Charity wants to help parents after loss of child
BEREAVEMENT counsellors could be based at North Staffordshire's new maternity hospital after health bosses admitted they had let down a couple grieving over their stillborn baby.
Specialist charity The Dove Service had tried to set up a service for difficult or stillbirths at the hospital last year.
But its request was not discussed further by NHS Stoke-on-Trent.
Now the application has been re-submitted after The Sentinel reported how Jane Auden delivered a stillborn baby girl in the bath at her Chesterton home in January.
The 35-year-old had left the maternity unit less than an hour earlier, because the complex's two specialist bereavement rooms were unavailable.

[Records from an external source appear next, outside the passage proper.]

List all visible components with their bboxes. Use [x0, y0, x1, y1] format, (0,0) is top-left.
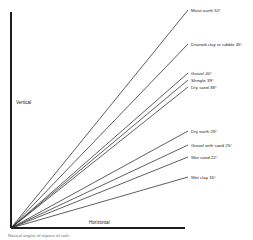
soil-angle-label: Wet clay 16° — [191, 175, 216, 180]
soil-angle-label: Gravel with sand 25° — [191, 143, 232, 148]
soil-angle-label: Moist earth 52° — [191, 8, 221, 13]
soil-angle-label: Dry earth 28° — [191, 129, 217, 134]
soil-angle-ray — [11, 10, 188, 228]
diagram-caption: Natural angles of repose of soils — [8, 233, 69, 238]
soil-angle-label: Shingle 39° — [191, 78, 214, 83]
soil-angle-label: Dry sand 38° — [191, 85, 217, 90]
soil-angle-ray — [11, 131, 188, 228]
angle-of-repose-diagram: Moist earth 52°Drained clay or rubble 45… — [0, 0, 253, 240]
angle-of-repose-chart: Moist earth 52°Drained clay or rubble 45… — [0, 0, 253, 240]
vertical-axis-label: Vertical — [16, 100, 31, 105]
soil-angle-ray — [11, 157, 188, 228]
soil-angle-label: Wet sand 22° — [191, 155, 218, 160]
soil-angle-ray — [11, 80, 188, 228]
soil-angle-ray — [11, 73, 188, 228]
soil-angle-ray — [11, 44, 188, 228]
horizontal-axis-label: Horizontal — [89, 220, 110, 225]
soil-angle-label: Drained clay or rubble 45° — [191, 42, 243, 47]
soil-angle-label: Gravel 40° — [191, 71, 212, 76]
soil-angle-rays — [11, 10, 188, 228]
soil-angle-labels: Moist earth 52°Drained clay or rubble 45… — [191, 8, 243, 180]
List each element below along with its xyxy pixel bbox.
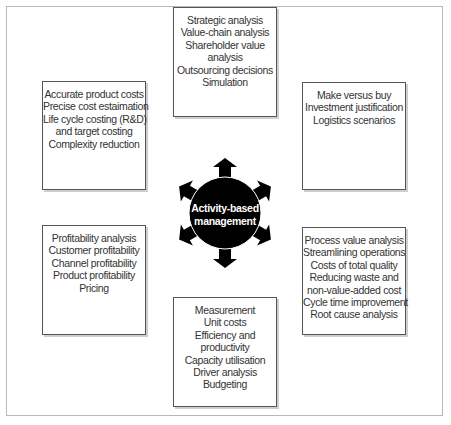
box-line: and target costing	[43, 125, 145, 137]
box-line: Complexity reduction	[43, 138, 145, 150]
box-strategic-analysis: Strategic analysis Value-chain analysis …	[173, 7, 277, 117]
box-line: Simulation	[174, 76, 276, 88]
box-line: Outsourcing decisions	[174, 64, 276, 76]
box-profitability: Profitability analysis Customer profitab…	[42, 225, 146, 335]
box-line: Profitability analysis	[43, 232, 145, 244]
box-line: Product profitability	[43, 269, 145, 281]
box-line: Unit costs	[174, 316, 276, 328]
box-process-value: Process value analysis Streamlining oper…	[302, 227, 406, 335]
center-label: Activity-based management	[175, 202, 275, 227]
box-line: Value-chain analysis	[174, 26, 276, 38]
box-line: Strategic analysis	[174, 14, 276, 26]
box-line: Make versus buy	[303, 89, 405, 101]
center-label-line: Activity-based	[175, 202, 275, 215]
box-make-versus-buy: Make versus buy Investment justification…	[302, 82, 406, 190]
box-line: Measurement	[174, 304, 276, 316]
box-line: Capacity utilisation	[174, 354, 276, 366]
box-line: non-value-added cost	[303, 284, 405, 296]
box-line: Process value analysis	[303, 234, 405, 246]
center-hub: Activity-based management	[175, 158, 275, 268]
box-line: Investment justification	[303, 101, 405, 113]
box-line: Budgeting	[174, 378, 276, 390]
box-line: Root cause analysis	[303, 308, 405, 320]
box-line: Reducing waste and	[303, 271, 405, 283]
box-line: productivity	[174, 341, 276, 353]
box-line: analysis	[174, 51, 276, 63]
box-line: Logistics scenarios	[303, 114, 405, 126]
box-line: Accurate product costs	[43, 88, 145, 100]
box-line: Driver analysis	[174, 366, 276, 378]
box-line: Streamlining operations	[303, 246, 405, 258]
center-label-line: management	[175, 215, 275, 228]
box-line: Life cycle costing (R&D)	[43, 113, 145, 125]
box-line: Channel profitability	[43, 257, 145, 269]
box-line: Precise cost estaimation	[43, 100, 145, 112]
box-line: Customer profitability	[43, 244, 145, 256]
box-line: Pricing	[43, 282, 145, 294]
box-line: Cycle time improvement	[303, 296, 405, 308]
box-product-costs: Accurate product costs Precise cost esta…	[42, 81, 146, 190]
box-line: Shareholder value	[174, 39, 276, 51]
box-line: Costs of total quality	[303, 259, 405, 271]
box-measurement: Measurement Unit costs Efficiency and pr…	[173, 297, 277, 407]
box-line: Efficiency and	[174, 329, 276, 341]
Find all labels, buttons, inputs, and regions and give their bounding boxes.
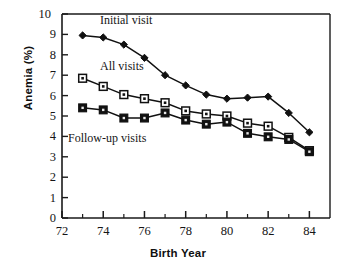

Ms Auden later complained there was no bereavement support at the unit and she was diagnosed with depression.
The hospital is reviewing its stillbirth care after apologising over its treatment of Ms Auden and her 29-year-old partner Adrian Turner.
Now it has emerged The Dove Service has made another move to set up a service in the maternity unit after reading the couple's plight.
Dove Service chief executive Dr Simon Hankins said: "I linked my previous discussions with the health trust to The Sentinel's heart-rending article and this time we received a very speedy response with a meeting arranged to explore the issues and options further.
"I feel very positive about the outcome, because it is clear a service right in the neo-natal unit is required."
Hanley-based The Dove Service has worked across Staffordshire and Cheshire for 25 years offering support and counselling to parents, couples, families of stillborn babies and people affected by bereavement, illness or other significant losses.
A health trust spokesman said: "We are in discussions with regard to how we deliver such a service."
Ms Auden, who remains off work from Morrisons, in Milehouse, said: "I have still not had any bereavement support from the hospital, but have been contacted by the Sands stillbirth charity from Crewe.
"It would be good to have some support for people while they are still in the unit.
"I have also had a letter from the hospital saying they are ordering new beds for the rooms and having them re-decorated. The room I was left in is also being moved to a quieter, more appropriate part of the unit.
"These are all positive things and I hope it will stop others going through what happened to us. I can't bring the baby back, but getting improvements was our aim in making a complaint."